[Devel] Re: [RFC] IO scheduler based IO controller V9
Jerome Marchand
jmarchan at redhat.com
Mon Sep 14 07:31:09 PDT 2009
Vivek Goyal wrote:
> On Thu, Sep 10, 2009 at 05:18:25PM +0200, Jerome Marchand wrote:
>> Vivek Goyal wrote:
>>> Hi All,
>>>
>>> Here is the V9 of the IO controller patches generated on top of 2.6.31-rc7.
>>
>> Hi Vivek,
>>
>> I've run some postgresql benchmarks for io-controller. Tests have been
>> made with 2.6.31-rc6 kernel, without io-controller patches (when
>> relevant) and with io-controller v8 and v9 patches.
>> I set up two instances of the TPC-H database, each running in their
>> own io-cgroup. I ran two clients to these databases and tested on each
>> that simple request:
>> $ select count(*) from LINEITEM;
>> where LINEITEM is the biggest table of TPC-H (6001215 entries,
>> 720MB). That request generates a steady stream of IOs.
>>
>> Time is measure by psql (\timing switched on). Each test is run twice
>> or more if there is any significant difference between the first two
>> runs. Before each run, the cache is flush:
>> $ echo 3 > /proc/sys/vm/drop_caches
>>
>>
>> Results with 2 groups of same io policy (BE) and same io weight (1000):
>>
>> w/o io-scheduler io-scheduler v8 io-scheduler v9
>> first second first second first second
>> DB DB DB DB DB DB
>>
>> CFQ 48.4s 48.4s 48.2s 48.2s 48.1s 48.5s
>> Noop 138.0s 138.0s 48.3s 48.4s 48.5s 48.8s
>> AS 46.3s 47.0s 48.5s 48.7s 48.3s 48.5s
>> Deadl. 137.1s 137.1s 48.2s 48.3s 48.3s 48.5s
>>
>> As you can see, there is no significant difference for CFQ
>> scheduler. There is big improvement for noop and deadline schedulers
>> (why is that happening?). The performance with anticipatory scheduler
>> is a bit lower (~4%).
>>
>
> Ok, I think what's happening here is that by default slice lenght for
> a queue is 100ms. When you put two instances of DB in two different
> groups, one streaming reader can run at max for 100ms at a go and then
> we switch to next reader.
>
> But when both the readers are in root group, then AS lets run one reader
> to run at max 250ms (sometimes 125ms and sometimes 250ms based on at what
> time as_fifo_expired() was invoked).
>
> So because a reader gets to run longer at one stretch in root group, it
> reduces number of seeks and leads to little enhanced throughput.
>
> If you change the /sys/block/<disk>/queue/iosched/slice_sync to 250 ms, then
> one group queue can run at max for 250ms before we switch the queue. In
> this case you should be able to get same performance as in root group.
>
> Thanks
> Vivek
Indeed. When I run the benchmark with slice_sync = 250ms, I get results
close to the one for both instances running within the root group:
first group 46.1s and second group 46.4s.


:: What you will do ::
Count every line in the entries that holds the word "series". The reply is that count alone.
>>>
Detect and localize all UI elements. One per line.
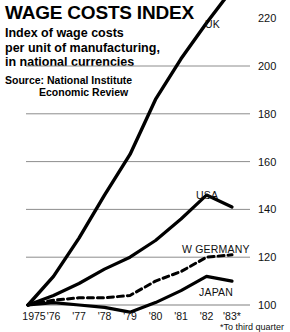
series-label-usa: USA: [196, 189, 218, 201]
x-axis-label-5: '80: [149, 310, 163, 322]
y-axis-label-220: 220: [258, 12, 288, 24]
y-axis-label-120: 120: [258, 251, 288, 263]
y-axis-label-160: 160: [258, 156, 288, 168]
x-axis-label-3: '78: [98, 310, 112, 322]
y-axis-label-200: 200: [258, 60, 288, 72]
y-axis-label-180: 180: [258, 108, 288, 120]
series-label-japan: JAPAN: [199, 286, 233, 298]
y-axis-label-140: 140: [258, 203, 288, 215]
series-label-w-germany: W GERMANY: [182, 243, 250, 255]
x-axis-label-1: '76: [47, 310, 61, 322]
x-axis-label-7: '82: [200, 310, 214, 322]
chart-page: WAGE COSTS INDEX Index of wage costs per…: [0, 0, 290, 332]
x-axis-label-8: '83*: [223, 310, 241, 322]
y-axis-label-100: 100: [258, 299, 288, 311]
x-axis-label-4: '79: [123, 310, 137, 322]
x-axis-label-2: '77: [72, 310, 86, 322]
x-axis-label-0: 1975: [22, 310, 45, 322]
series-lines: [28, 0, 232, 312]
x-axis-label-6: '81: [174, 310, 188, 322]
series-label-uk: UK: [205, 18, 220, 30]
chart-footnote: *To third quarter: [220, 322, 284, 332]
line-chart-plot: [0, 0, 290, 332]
<<<
>>>
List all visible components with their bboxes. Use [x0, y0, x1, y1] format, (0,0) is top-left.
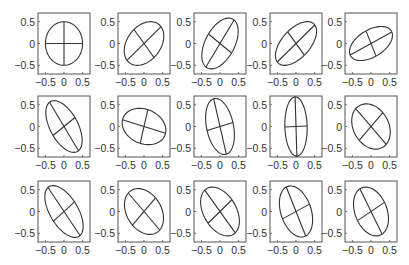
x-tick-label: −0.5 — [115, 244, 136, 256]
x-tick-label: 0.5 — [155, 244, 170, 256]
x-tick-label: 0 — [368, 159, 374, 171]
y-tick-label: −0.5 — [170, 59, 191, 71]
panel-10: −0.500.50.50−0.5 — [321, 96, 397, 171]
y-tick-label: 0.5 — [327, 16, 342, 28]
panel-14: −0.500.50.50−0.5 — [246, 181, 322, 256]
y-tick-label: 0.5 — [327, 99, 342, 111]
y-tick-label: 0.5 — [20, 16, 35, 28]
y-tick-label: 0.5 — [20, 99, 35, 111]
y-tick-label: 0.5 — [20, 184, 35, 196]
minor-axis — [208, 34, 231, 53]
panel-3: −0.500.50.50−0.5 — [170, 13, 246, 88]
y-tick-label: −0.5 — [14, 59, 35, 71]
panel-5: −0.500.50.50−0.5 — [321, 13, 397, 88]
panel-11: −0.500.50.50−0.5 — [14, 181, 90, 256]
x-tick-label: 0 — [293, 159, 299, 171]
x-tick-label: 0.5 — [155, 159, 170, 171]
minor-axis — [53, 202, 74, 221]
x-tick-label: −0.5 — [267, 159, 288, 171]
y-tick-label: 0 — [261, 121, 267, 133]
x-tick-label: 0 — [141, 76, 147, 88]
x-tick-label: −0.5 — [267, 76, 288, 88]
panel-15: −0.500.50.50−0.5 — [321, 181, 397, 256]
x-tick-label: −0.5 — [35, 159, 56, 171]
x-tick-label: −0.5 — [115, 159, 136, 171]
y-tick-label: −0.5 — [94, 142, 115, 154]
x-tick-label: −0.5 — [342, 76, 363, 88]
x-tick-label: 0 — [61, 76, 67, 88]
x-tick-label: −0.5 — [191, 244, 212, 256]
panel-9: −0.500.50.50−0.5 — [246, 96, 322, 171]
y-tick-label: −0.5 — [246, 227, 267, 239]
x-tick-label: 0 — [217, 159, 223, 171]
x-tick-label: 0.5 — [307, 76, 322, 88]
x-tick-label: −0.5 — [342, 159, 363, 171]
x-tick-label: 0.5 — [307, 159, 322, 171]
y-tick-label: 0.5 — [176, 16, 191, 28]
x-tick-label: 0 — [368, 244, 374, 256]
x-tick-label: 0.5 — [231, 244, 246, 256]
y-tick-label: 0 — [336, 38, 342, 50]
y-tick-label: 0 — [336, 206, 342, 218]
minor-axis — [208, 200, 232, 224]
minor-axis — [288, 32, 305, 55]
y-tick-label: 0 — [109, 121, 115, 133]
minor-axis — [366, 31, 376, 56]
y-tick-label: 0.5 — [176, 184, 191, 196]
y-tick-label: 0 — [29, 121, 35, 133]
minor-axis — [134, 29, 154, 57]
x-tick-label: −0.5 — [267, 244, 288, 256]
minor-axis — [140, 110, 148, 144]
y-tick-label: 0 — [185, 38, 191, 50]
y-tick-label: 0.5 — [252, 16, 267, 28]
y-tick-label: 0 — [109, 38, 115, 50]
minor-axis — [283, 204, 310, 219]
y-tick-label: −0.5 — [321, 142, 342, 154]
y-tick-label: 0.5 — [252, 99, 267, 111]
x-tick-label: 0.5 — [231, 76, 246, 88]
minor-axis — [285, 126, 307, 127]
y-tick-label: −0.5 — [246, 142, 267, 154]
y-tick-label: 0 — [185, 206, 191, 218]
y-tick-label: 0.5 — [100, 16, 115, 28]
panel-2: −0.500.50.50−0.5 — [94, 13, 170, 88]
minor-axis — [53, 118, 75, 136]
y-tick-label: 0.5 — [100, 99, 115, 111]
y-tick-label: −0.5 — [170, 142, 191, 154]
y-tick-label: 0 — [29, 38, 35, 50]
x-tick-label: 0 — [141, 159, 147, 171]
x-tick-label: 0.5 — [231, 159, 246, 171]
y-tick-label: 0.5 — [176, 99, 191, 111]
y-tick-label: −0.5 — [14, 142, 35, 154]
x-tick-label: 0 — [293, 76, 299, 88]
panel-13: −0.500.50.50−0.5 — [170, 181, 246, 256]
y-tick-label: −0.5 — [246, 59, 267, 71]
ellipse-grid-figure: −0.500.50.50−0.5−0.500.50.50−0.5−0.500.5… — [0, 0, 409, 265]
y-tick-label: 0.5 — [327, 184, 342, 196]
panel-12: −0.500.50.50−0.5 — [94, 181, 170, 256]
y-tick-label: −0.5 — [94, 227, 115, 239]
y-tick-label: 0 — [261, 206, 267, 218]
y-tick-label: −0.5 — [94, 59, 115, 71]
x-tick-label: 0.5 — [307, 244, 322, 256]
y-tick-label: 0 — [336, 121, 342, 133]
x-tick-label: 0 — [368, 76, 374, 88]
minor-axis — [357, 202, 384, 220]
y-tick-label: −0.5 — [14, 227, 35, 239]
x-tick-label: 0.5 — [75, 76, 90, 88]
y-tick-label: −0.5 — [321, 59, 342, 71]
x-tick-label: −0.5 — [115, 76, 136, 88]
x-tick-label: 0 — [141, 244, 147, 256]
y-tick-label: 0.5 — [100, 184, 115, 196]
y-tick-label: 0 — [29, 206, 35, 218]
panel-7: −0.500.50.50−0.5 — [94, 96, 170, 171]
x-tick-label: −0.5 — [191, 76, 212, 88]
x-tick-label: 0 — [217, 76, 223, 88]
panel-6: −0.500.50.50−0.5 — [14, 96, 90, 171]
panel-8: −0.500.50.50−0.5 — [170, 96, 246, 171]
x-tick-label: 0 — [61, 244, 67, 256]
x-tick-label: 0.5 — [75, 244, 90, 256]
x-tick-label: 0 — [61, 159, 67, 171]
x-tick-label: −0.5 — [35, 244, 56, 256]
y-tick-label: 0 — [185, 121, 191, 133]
<<<
:: Output below ::
5